The New Jerusalem Bible, Reader's Edition Preface (1990)

Nihil obstat Anton Cowan
Imprimatur Rt Rev John Crowley
Bishop in Central London
Westminster 4th September 1989

The Nihil obstat and Imprimatur are a declaration that a book or pamphlet is considered to be free from doctrinal or moral error. It is not implied that those who have granted the Nihil obstat and Imprimatur agree with the contents, opinions or statements expressed.

EDITOR’S FOREWORD

 

The Bible is not a book but a library, joining together dozens of writings, history, stories, poetry and letters. Almost the only common factor is that they all speak to us of God, revealing his nature, his awesome sovereignty and his tender love.

The Old Testament is normally divided into three sections. The histories (including the Pentateuch, the basic first five books, the great Law of Israel) show God’s loving guidance and correction of Israel from nomad beginnings through all the trials and infidelities of the settled civilisation in Palestine. The Wisdom books (including the Psalms, the prayerbook of Israel) express the wisdom of Israel drawn from God for the practical art of living. The prophetic writings gather the warnings and promises of God expressed through those special messengers who strove to keep Israel faithful for the centuries before Christ. By all these means God was forming his people, preparing them for the fulfilment of his purposes in Christ.

The New Testament is best divided into two sections. First come the four gospels, the record of the message of Good News brought by Jesus. Then the letters written by Paul and other apostolic figures to the nascent churches of Mediterranean Christianity, to give them instruction and help to solve their problems, but also to be a source of understanding and guidance for every generation of Christians. The last book of the Bible, the Revelation to John, sums all up in the vision of deliverance from persecution and a glorious establishment of the reign of God in the New Jerusalem.

This Reader’s Edition of The New Jerusalem Bible is based on the much larger Regular Edition first published in 1985. While the biblical text remains unchanged, the notes and introductory material have been pared to make the volume more accessible and manageable. There will be questions left unanswered here for which the answer can be found in the Regular Edition. The index of Personal Names and the Chronological Table at the end have been simplified. A new help has, however, been added, in the form of a Theological Glossary; this gives succinct notes on nearly 200 key words and concepts of the Bible; each note ends with half a dozen references to the key passages in the Bible for the concept, thus providing also a sort of mini-concordance. 

The translation follows the original Hebrew, Aramaic and Greek texts. For the Old Testament (OT) the ‘Massoretic Text’ (MT), established in the 8–9th centuries AD by Jewish scholars, is used. Only when this presents insuperable difficulties have emendations or other versions, such as the ancient Greek translation begun in 200 BC at Alexandria, the ‘Septuagint’ (abbreviated ‘LXX’), been used. In certain OT books passages exist only in the LXX version; these passages have been printed in italics. Italics are used also, and in the New Testament (NT) exclusively, to indicate quotations from other books of the Bible. Occasionally the verse-numbering shows a disturbed order; the verse-numbers always follow the MT, but versions or logic may show that another order of printing the verses is preferable. On occasion also a gap may be left (. . .); this indicates an unintelligible word or an incomplete sentence in the original, which scholars have not been able to fill out satisfactorily. Brackets in the OT text indicate that the passage is considered a gloss, an addition or explanation later than the original text. = This sign indicates a parallel passage within the same book. It also can signify simply ‘equals’. ‖ indicates a parallel passage within another book.

The work of many devoted scholars has contributed to this Bible: those who produced the parent Bible de Jérusalem in 1956, the collaborators on the first English Jerusalem Bible (1966), the revisers of the Bible de Jérusalem (1973), and those who combined to produce the Regular Edition of The New Jerusalem Bible in 1985. The grateful reader might spare a prayer of thanks and blessing on them.

‘So now let us begin our narrative, without adding any more to what has been said above; there would be no sense in expanding the preface to the history and curtailing the history itself (2 Mc 2:32).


Extract the lines that carry the string "output" from the listing.
::: Extracted information
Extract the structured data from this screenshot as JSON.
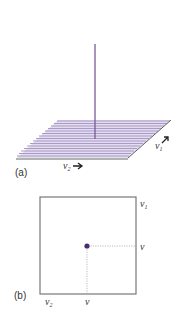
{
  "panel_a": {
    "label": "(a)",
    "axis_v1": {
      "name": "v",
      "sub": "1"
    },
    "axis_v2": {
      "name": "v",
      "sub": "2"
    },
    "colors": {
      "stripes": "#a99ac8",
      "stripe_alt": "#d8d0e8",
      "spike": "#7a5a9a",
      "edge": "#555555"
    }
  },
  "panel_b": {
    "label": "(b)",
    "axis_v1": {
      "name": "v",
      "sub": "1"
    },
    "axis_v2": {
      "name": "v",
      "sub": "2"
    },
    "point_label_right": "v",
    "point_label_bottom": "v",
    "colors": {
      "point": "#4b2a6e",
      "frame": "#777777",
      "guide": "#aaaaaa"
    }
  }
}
::::::
::: Extracted information
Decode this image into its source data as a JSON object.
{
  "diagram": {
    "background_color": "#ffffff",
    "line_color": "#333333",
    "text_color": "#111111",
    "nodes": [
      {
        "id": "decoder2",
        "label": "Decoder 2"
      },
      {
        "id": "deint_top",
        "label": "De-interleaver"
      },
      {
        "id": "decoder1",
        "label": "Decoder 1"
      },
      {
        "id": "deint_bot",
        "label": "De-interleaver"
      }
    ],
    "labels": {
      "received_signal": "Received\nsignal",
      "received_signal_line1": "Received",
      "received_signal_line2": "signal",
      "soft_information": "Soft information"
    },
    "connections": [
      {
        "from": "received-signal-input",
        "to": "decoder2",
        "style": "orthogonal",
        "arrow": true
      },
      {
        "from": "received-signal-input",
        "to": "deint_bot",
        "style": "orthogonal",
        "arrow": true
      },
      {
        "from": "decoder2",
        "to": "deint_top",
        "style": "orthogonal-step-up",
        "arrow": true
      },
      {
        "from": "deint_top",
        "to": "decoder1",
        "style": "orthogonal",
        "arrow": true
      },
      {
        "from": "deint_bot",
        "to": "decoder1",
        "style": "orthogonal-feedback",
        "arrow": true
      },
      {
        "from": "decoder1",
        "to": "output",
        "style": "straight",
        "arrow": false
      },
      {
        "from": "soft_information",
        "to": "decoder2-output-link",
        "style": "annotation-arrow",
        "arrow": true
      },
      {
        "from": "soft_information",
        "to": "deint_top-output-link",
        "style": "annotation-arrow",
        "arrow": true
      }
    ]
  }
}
::::::
**Exercise response:**
        "to": "output",
        "to": "decoder2-output-link",
        "to": "deint_top-output-link",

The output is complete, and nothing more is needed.